Writer/director James Gray, who tends to please critics more than crowds, takes a big left turn from his usual Earthbound family relationship dramas, leaping all the way to Neptune for Interplanetary family relationship drama.  Whether he need have bothered is debatable as this unexceptional father/son conflict boils down to a hackneyed struggle between Dad (paranoid, God-like, Old Testament Tommy Lee Jones) and only son Brad Pitt, a wounded New Testament rebel out to save the world.  Largely ditching the Bible for A WRINKLE IN TIME, Gray bumps the Madeleine L'Engle classic from YA to a grown-up Bizarro iteration*, with Jones off his nut on Station Neptune, flushing bolts of electricity and threatening the entire Solar System.  Conceptually pretty weak, but as physical production the film’s a wow!  Forgoing current CGI methods for old-school ‘practical’ special effects, the film is loaded with hushed beauty and a sense of daunting weight that so often goes missing in CGI.  (Sense of scale not quite as successful as some of the planet & space-ship models look like Revell® 1:8 scale kits.)  Yet a burial in ‘sea-space’ an instant classic, while a surprise attack from a primate stowaway (presumably an ‘escaped’ experiment) a desperation move to squeeze in an action sequence.  Somehow, Pitt pulls it all off without embarrassment.  The first Gray pic anyone might think of rewatching . . . but only for the F/X.

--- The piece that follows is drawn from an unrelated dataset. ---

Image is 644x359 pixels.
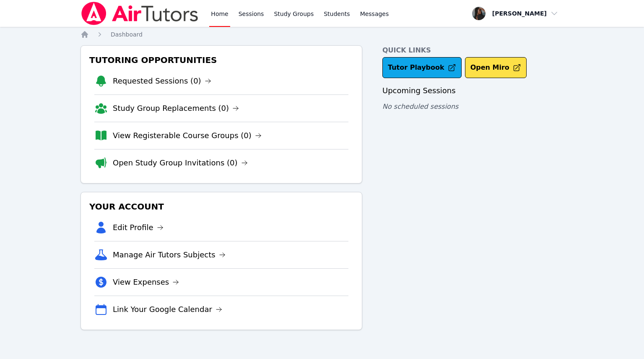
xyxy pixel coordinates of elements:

DOUBLE-BILL/LINK:  *Alas, film attempts at A WRINKLE IN TIME have come up short.  Instead, Stanley Kubrick’s 2001/’68, the obvious visual lodestar here.  Note how its stubbornly slow pace and stillness, which ought to expose 1968 effects work, has the opposite effect of selling it.  Gray unwilling or without the confidence to run out the clock.  https://maksquibs.blogspot.com/2014/08/2001-space-odyssey-1968.html

ATTENTION MUST BE PAID:  No doubt, the producers hoped for more Academy Award action than the Best Sound Mixing nomination seen on our poster.